The Changing Face of Japan

IT was a land of romance, in which one was transported, not in thought but in actual life, back to the days of Richard Coeur de Lion, a fairyland in the picturesqueness of its people and in its own natural beauties. When I left it, the romance had gone. The samurai and the lords had become undistinguishable by outward signs from the common herd, and elbowed their way through the streets unnoticed and uncared-for. The din of electric cars never ceased and steam factories added to their noise. Japan had become a land of materialism, a great military and commercial Power. But the spirit of the people is unchanged. It is still to-day what it was when the great Mongol was triumphantly driven from the shores of the Island Empire.

From an essay by Joseph Henry Longford (1849-1925) in ‘The Spirit of the Allied Nations (1915), edited by Sir Sidney Low (1857-1932).

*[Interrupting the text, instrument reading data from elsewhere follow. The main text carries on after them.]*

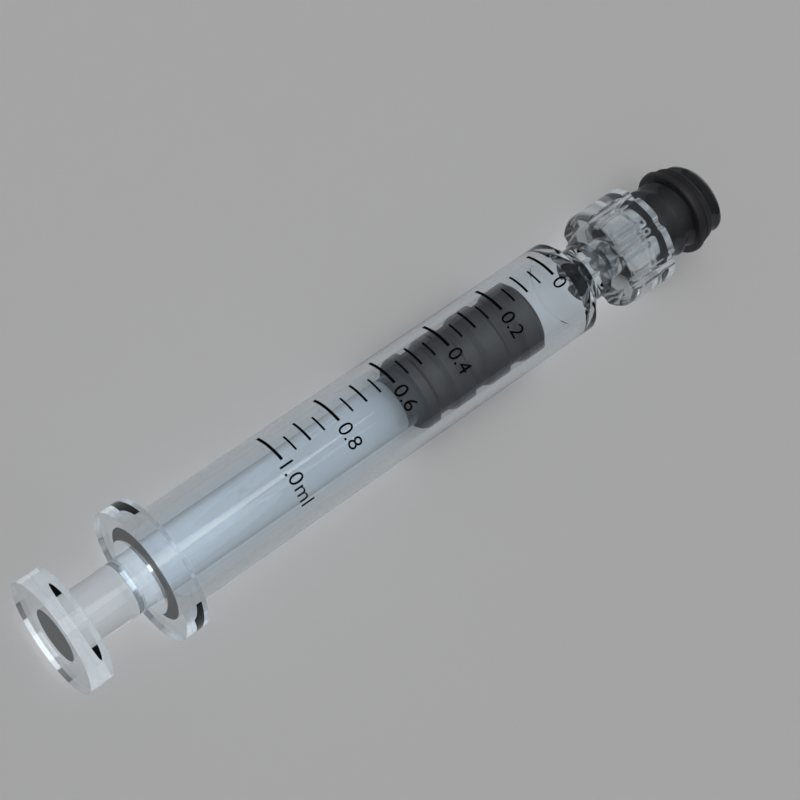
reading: 0.10 ml
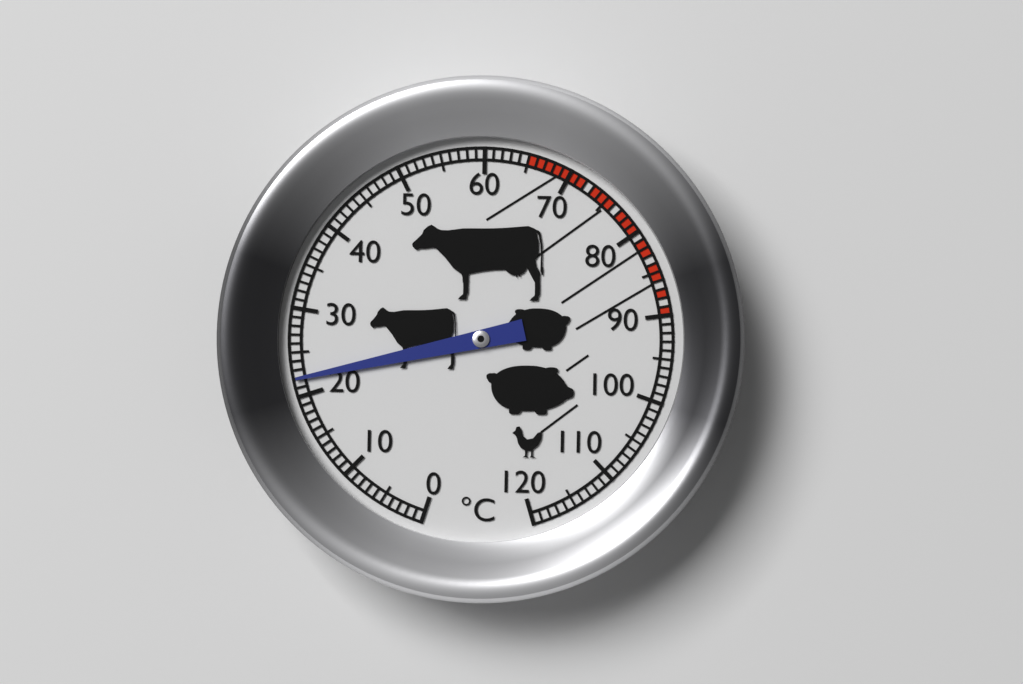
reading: 22 °C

* After subjecting the Korean kingdom of Goryeo, Kublai Khan of the Yuan dynasty tried and failed to conquer the Japanese archipelago. Invasions in 1274 and 1281 were repelled by the Kamakura shogunate. Longford noted that the Japanese had been helped by a ‘divine wind’ (kamikaze), and drew several parallels with the failed invasion of England by The Spanish Armada.

Précis
When Longford left in 1902, everything in Japan had changed. From a society akin to mediaeval England, it had become a modern industrial society of noisy trams and factories. Yet Japanese character was not greatly changed from the ancient days when invaders had been put to flight: a welcome omen in the early years of the Great War.
Questions for Critics

1. What is the author aiming to achieve in writing this?

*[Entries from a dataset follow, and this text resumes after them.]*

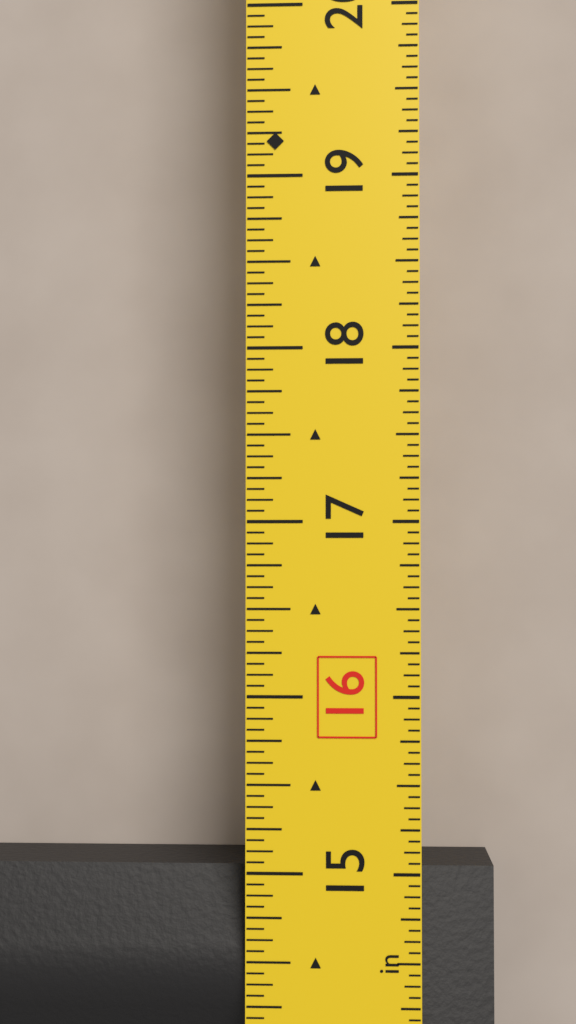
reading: 15.0000 in
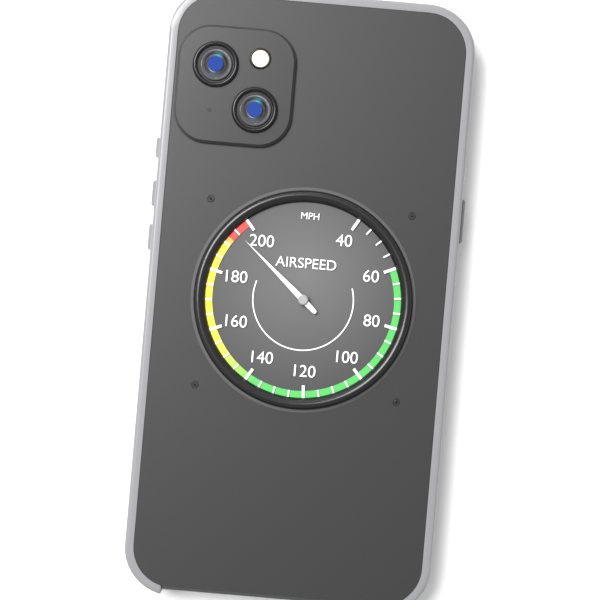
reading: 195 mph
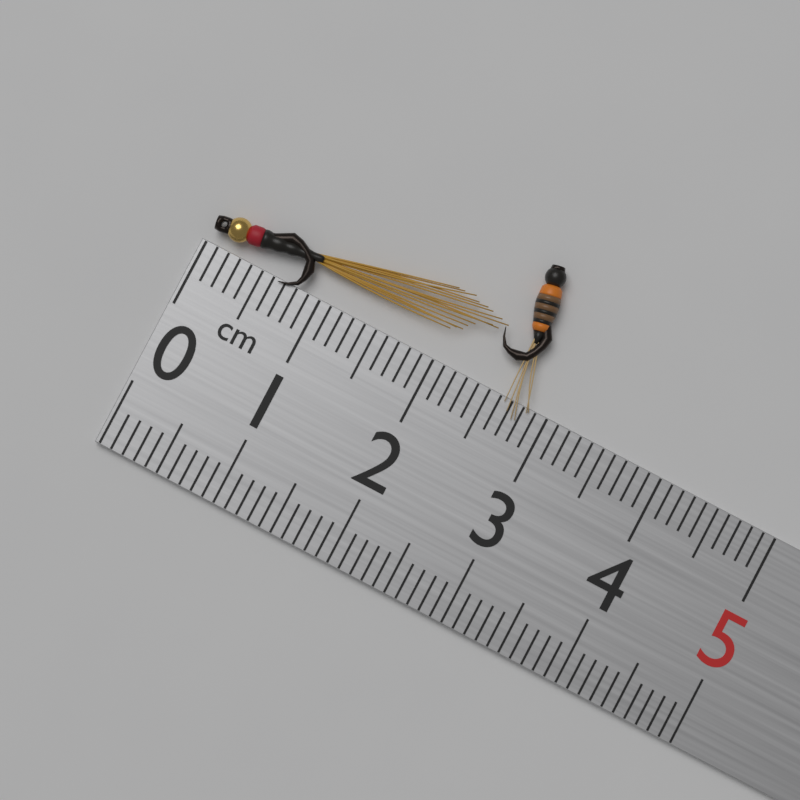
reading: 2.4 cm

2. Note any words, devices or turns of phrase that strike you. How do they help the author communicate his ideas more effectively?

3. What impression does this passage make on you? How might you put that impression into words?

Based on The English Critic (1939) by NL Clay, drawing on The New Criticism: A Lecture Delivered at Columbia University, March 9, 1910, by J. E. Spingarn, Professor of Comparative Literature in Columbia University, USA.